Remarque also tried to teach his audience. Written within a decade of the end of the war, the book calls on those who forfeited their youth to the war not to allow time to hide what had happened. Time may heal all wounds, but the cause of those wounds must not be forgotten, nor allowed to repeat itself. The author is; however, pragmatic enough to realize that all will not learn the lesson; nevertheless, those who are willing to learn it will discover that the story has been told before, and without their intervention, it is doomed to be told again.
The emotions of the average young man are lost at war as their entire lives are put into perspective. Paul's young adulthood is lost and he does not feel shame in frivolous things any longer. His emotions are not the only thing he loses, as he also disconnects from his past, present and future.
According to the biography of Erich Maria Remarque on cliffsnotes.com, Erich is a German author who was called “ the recording angel of the Great War”. Once he became old enough Erich, then named Erich Paul Remark, was drafted in to the german army as a musketeer. After he completed his training he was transferred to Celle and there he could visit his mom who 9 months later would die from cancer. In 1918 Remarque was no longer in the army due to a medical discharge. Eleven years later in 1929, Erich wrote the war novel, “All Quiet on the Western Front”. Two & half million copies would sell in the first 18 months and today the book is published in 22 languages.
Paul and his comrades face many mental and emotional difficulties throughout the war, and they overcome their feelings by coming to terms with their death. In chapter 2, Paul’s reaction to Kemmerich’s death shows how death in war is hard on soldiers. When Paul sees Kemmerich dying, his thoughts start to take over his consciousness: “My thoughts become confused. This atmosphere of carbolic and gangrene clogs the lungs, it is a thick gruel, it suffocates” (Remarque, pg. 29). Here, Paul reveals his anxiety about death and war. In this moment he realizes his friend is dying from the wounds of war. The war hits home for him; he begins to realize this could happen to him. After Kemmerich’s death Paul wishes to “drop down and never rise up again” so that he doesn’t have to face his feelings (Remarque, pg.
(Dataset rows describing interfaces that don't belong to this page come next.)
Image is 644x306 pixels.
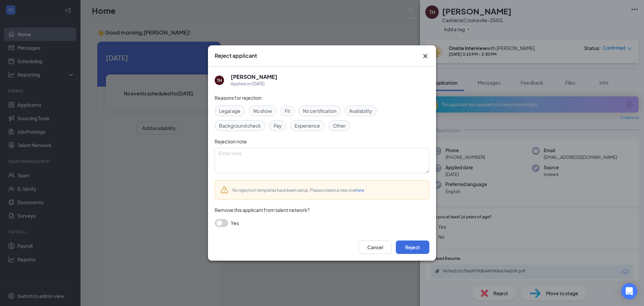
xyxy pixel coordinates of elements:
span: Yes [231,219,239,227]
span: Legal age [219,107,240,114]
span: Availability [349,107,372,114]
div: TH [217,78,222,84]
span: Reasons for rejection [215,95,262,101]
h3: Reject applicant [215,52,257,59]
svg: Cross [421,52,429,60]
a: here [356,188,364,192]
div: Open Intercom Messenger [621,283,637,299]
span: No show [253,107,272,114]
span: No certification [303,107,336,114]
button: Reject [396,241,429,254]
span: Other [332,122,346,129]
svg: Warning [220,186,228,194]
span: No rejection templates have been setup. Please create a new one . [232,188,365,192]
div: Applied on [DATE] [231,81,278,88]
span: Background check [219,122,261,129]
button: Cancel [358,241,392,254]
h5: [PERSON_NAME] [231,73,278,81]
span: Experience [294,122,320,129]
span: Fit [285,107,290,114]
span: Pay [274,122,282,129]
span: Remove this applicant from talent network? [215,207,310,213]
span: Rejection note [215,138,247,144]
button: Close [421,52,429,60]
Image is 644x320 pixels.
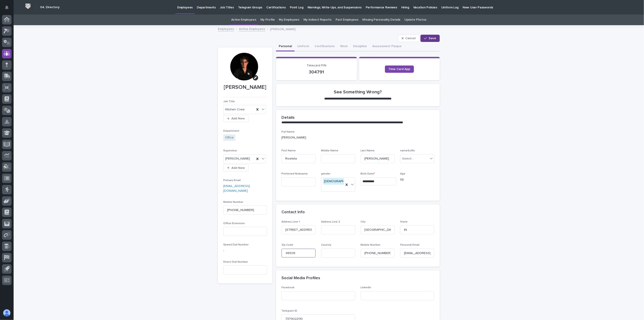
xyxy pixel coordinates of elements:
button: Certifications [312,42,338,52]
h2: See Something Wrong? [334,89,382,95]
span: Full Name [281,130,295,134]
h2: 04. Directory [40,5,59,9]
span: Preferred Nickname [281,173,308,175]
button: Add New [223,115,248,122]
span: Mobile Number [361,243,380,247]
span: Speed Dial Number [223,243,248,246]
button: Save [420,34,440,42]
span: Timecard PIN [306,64,326,67]
span: gender [321,173,330,175]
button: Uniform [295,42,312,52]
a: Past Employees [336,15,359,25]
a: Employees [218,26,234,31]
span: Country [321,243,331,247]
a: [EMAIL_ADDRESS][DOMAIN_NAME] [223,184,250,192]
button: Work [338,42,350,52]
button: Assessment Plaque [369,42,404,52]
a: Update Photos [404,15,426,25]
span: [PERSON_NAME] [225,156,250,161]
span: Save [429,37,436,40]
span: Time Card App [388,67,410,71]
span: Mobile Number [223,201,243,204]
h2: Details [281,115,295,120]
span: First Name [281,149,296,152]
span: Direct Dial Number [223,260,248,263]
span: Telegram ID [281,309,297,312]
p: 304791 [281,69,351,75]
button: Cancel [398,34,419,42]
span: State [400,220,408,223]
span: nameSuffix [400,149,415,152]
button: users-avatar [2,308,11,318]
span: Birth Date [361,173,375,175]
span: Primary Email [223,179,240,182]
span: Cancel [406,37,415,40]
span: Address Line 2 [321,220,340,223]
span: Last Name [361,149,375,152]
a: Active Employees [239,26,265,31]
p: 58 [400,177,434,182]
span: Kitchen Crew [225,107,244,112]
button: Notifications [2,3,11,13]
p: - [223,249,267,253]
span: Add New [231,117,244,120]
span: Middle Name [321,149,338,152]
div: Notifications [6,5,11,13]
button: Add New [223,164,248,171]
a: Active Employees [231,15,256,25]
a: Missing Personality Details [363,15,400,25]
h2: Social Media Profiles [281,276,320,281]
img: Workspace Logo [24,2,32,11]
button: Discipline [350,42,369,52]
span: Job Title [223,100,234,103]
a: Time Card App [385,65,414,73]
span: Add New [231,167,244,169]
span: Office Extension [223,222,244,225]
span: Zip Code [281,243,293,247]
a: My Employees [279,15,299,25]
span: Supervisor [223,149,237,152]
div: [DEMOGRAPHIC_DATA] [323,178,359,184]
p: [PERSON_NAME] [223,84,267,91]
button: Personal [276,42,295,52]
span: LinkedIn [361,286,371,289]
div: Select... [402,156,413,161]
span: Personal Email [400,243,419,247]
p: [PERSON_NAME] [270,26,295,31]
p: [PERSON_NAME] [281,136,434,140]
span: Age [400,173,405,175]
a: My Profile [260,15,275,25]
span: Facebook [281,286,295,289]
span: City [361,220,366,223]
span: Department [223,130,239,132]
h2: Contact Info [281,210,304,215]
a: Office [225,136,234,140]
span: Address Line 1 [281,220,300,223]
a: My Indirect Reports [303,15,332,25]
Remarque expounds the idea of soldiers losing interest in civilian life, through the perspective of Paul Baumer, who listens to his comrades talk about their war stories and memories in the rat infested trenches. Gradually throughout the novel, Paul, after his melancholy experiences at the front, starts to disbelieve in human beings or compassion, where he starts to realize at the end of the novel, to "Let the months and years come, they can take nothing from me, they can take nothing anymore. I am so alone and so without hope that I can confront them without fear"( Remarque 295). This incentive quote greatly represents Paul loss of hope, as a result of war. Paul tries to express that the war has taken away everything he believed him, and left him with nothing but fear and hopelessness. Does the brutality and the horror of war, strip away a person’s humanity, or does the horror help retain vestiges of a person old self ? Paul’s loss of hope is similar to Eliezer in Night, where he loses faith in God and is exposed to the corrupt, inhumane society around him, during the Holocaust. This transformation from pre-war and post-war
All Quiet on the Western Front, by Erich Remarque, is a classic anti-war novel about the personal struggles and experiences encountered by a group of young German soldiers as they fight to survive the horrors of World War One. Remarque demonstrates, through the eyes of Paul Baumer, a young German soldier, how the war destroyed an entire generation of men by making them incapable of reintegrating into society because they could no longer relate to older generations, only to fellow soldiers.